The Natural Contract: From Lévi-Strauss to the Ecuadorian Constitutional Court
by Erin Fitz-Henry. – In 2008, the Ecuadorian Constituent Assembly became the first juridical body in the world to legalize what Michel Serres might have called a ‘natural contract.’ With the assistance of the U.S.-based Community Environmental Legal Defense Fund, representatives at the Assembly in July of 2008 re-wrote their 1998 constitution to include a landmark series of articles delineating the rights of nature – a notion long familiar to Indigenous communities in the Andean region, actively propagated by anthropologists like Claude Lévi-Strauss at the French National Assembly as early as the 1970s, and often mocked by mainstream Western jurists for its conceptual confusion about the sorts of entities that can properly be said to have rights.
Drawing on the experiences of activists currently engaged in the first national-level lawsuit to make use of these rights as well as a range of both activists and non-activists involved in alternative implementations of them, the article explores the possibilities, limitations, and paradoxes of this extension of rights-based discourse. At a time when the natural world is increasingly being talked about at the United Nations and elsewhere not as a ‘rights-holder,’ but as an ‘ecosystem services provider,’ I suggest that while the discourse of ‘rights’ signals promising shifts in how Andean governments are conceptualizing agency and responsibility in ways that productively break with the trend toward marketization, it also runs the risk of providing the administration with symbolic cover for its intensifying commitment to what Eduardo Gudynas has called, a ‘new extractivism.’
Erin Fizt-Henry, University of Melbourne, published in Oceania, 82, 2012.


Pictures aside, please retype the whole listing word for word.

---

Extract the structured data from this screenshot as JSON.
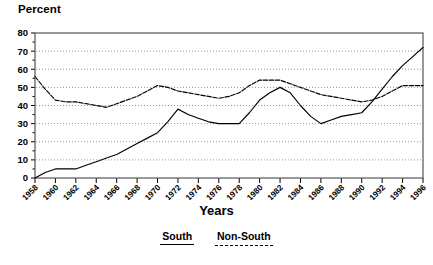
{
  "chart_data": {
    "type": "line",
    "title": "",
    "ylabel": "Percent",
    "xlabel": "Years",
    "ylim": [
      0,
      80
    ],
    "ytick_values": [
      0,
      10,
      20,
      30,
      40,
      50,
      60,
      70,
      80
    ],
    "ytick_labels": [
      "0",
      "10",
      "20",
      "30",
      "40",
      "50",
      "60",
      "70",
      "80"
    ],
    "grid": true,
    "legend_position": "bottom-center",
    "categories": [
      "1958",
      "1959",
      "1960",
      "1961",
      "1962",
      "1963",
      "1964",
      "1965",
      "1966",
      "1967",
      "1968",
      "1969",
      "1970",
      "1971",
      "1972",
      "1973",
      "1974",
      "1975",
      "1976",
      "1977",
      "1978",
      "1979",
      "1980",
      "1981",
      "1982",
      "1983",
      "1984",
      "1985",
      "1986",
      "1987",
      "1988",
      "1989",
      "1990",
      "1991",
      "1992",
      "1993",
      "1994",
      "1995",
      "1996"
    ],
    "xtick_labels": [
      "1958",
      "1960",
      "1962",
      "1964",
      "1966",
      "1968",
      "1970",
      "1972",
      "1974",
      "1976",
      "1978",
      "1980",
      "1982",
      "1984",
      "1986",
      "1988",
      "1990",
      "1992",
      "1994",
      "1996"
    ],
    "series": [
      {
        "name": "South",
        "style": "solid",
        "color": "#000000",
        "values": [
          0,
          3,
          5,
          5,
          5,
          7,
          9,
          11,
          13,
          16,
          19,
          22,
          25,
          31,
          38,
          35,
          33,
          31,
          30,
          30,
          30,
          36,
          43,
          47,
          50,
          47,
          40,
          34,
          30,
          32,
          34,
          35,
          36,
          42,
          49,
          56,
          62,
          67,
          72
        ]
      },
      {
        "name": "Non-South",
        "style": "dashed",
        "color": "#000000",
        "values": [
          56,
          49,
          43,
          42,
          42,
          41,
          40,
          39,
          41,
          43,
          45,
          48,
          51,
          50,
          48,
          47,
          46,
          45,
          44,
          45,
          47,
          51,
          54,
          54,
          54,
          52,
          50,
          48,
          46,
          45,
          44,
          43,
          42,
          43,
          45,
          48,
          51,
          51,
          51
        ]
      }
    ],
    "legend": [
      {
        "label": "South",
        "style": "solid"
      },
      {
        "label": "Non-South",
        "style": "dashed"
      }
    ]
  }
}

---

■ Result below
Extract the structured data from this screenshot as JSON.
{
  "chart_data": {
    "type": "line",
    "title": "",
    "ylabel": "Percent",
    "xlabel": "Years",
    "ylim": [
      0,
      80
    ],
    "ytick_values": [
      0,
      10,
      20,
      30,
      40,
      50,
      60,
      70,
      80
    ],
    "ytick_labels": [
      "0",
      "10",
      "20",
      "30",
      "40",
      "50",
      "60",
      "70",
      "80"
    ],
    "grid": true,
    "legend_position": "bottom-center",
    "categories": [
      "1958",
      "1959",
      "1960",
      "1961",
      "1962",
      "1963",
      "1964",
      "1965",
      "1966",
      "1967",
      "1968",
      "1969",
      "1970",
      "1971",
      "1972",
      "1973",
      "1974",
      "1975",
      "1976",
      "1977",
      "1978",
      "1979",
      "1980",
      "1981",
      "1982",
      "1983",
      "1984",
      "1985",
      "1986",
      "1987",
      "1988",
      "1989",
      "1990",
      "1991",
      "1992",
      "1993",
      "1994",
      "1995",
      "1996"
    ],
    "xtick_labels": [
      "1958",
      "1960",
      "1962",
      "1964",
      "1966",
      "1968",
      "1970",
      "1972",
      "1974",
      "1976",
      "1978",
      "1980",
      "1982",
      "1984",
      "1986",
      "1988",
      "1990",
      "1992",
      "1994",
      "1996"
    ],
    "series": [
      {
        "name": "South",
        "style": "solid",
        "color": "#000000",
        "values": [
          0,
          3,
          5,
          5,
          5,
          7,
          9,
          11,
          13,
          16,
          19,
          22,
          25,
          31,
          38,
          35,
          33,
          31,
          30,
          30,
          30,
          36,
          43,
          47,
          50,
          47,
          40,
          34,
          30,
          32,
          34,
          35,
          36,
          42,
          49,
          56,
          62,
          67,
          72
        ]
      },
      {
        "name": "Non-South",
        "style": "dashed",
        "color": "#000000",
        "values": [
          56,
          49,
          43,
          42,
          42,
          41,
          40,
          39,
          41,
          43,
          45,
          48,
          51,
          50,
          48,
          47,
          46,
          45,
          44,
          45,
          47,
          51,
          54,
          54,
          54,
          52,
          50,
          48,
          46,
          45,
          44,
          43,
          42,
          43,
          45,
          48,
          51,
          51,
          51
        ]
      }
    ],
    "legend": [
      {
        "label": "South",
        "style": "solid"
      },
      {
        "label": "Non-South",
        "style": "dashed"
      }
    ]
  }
}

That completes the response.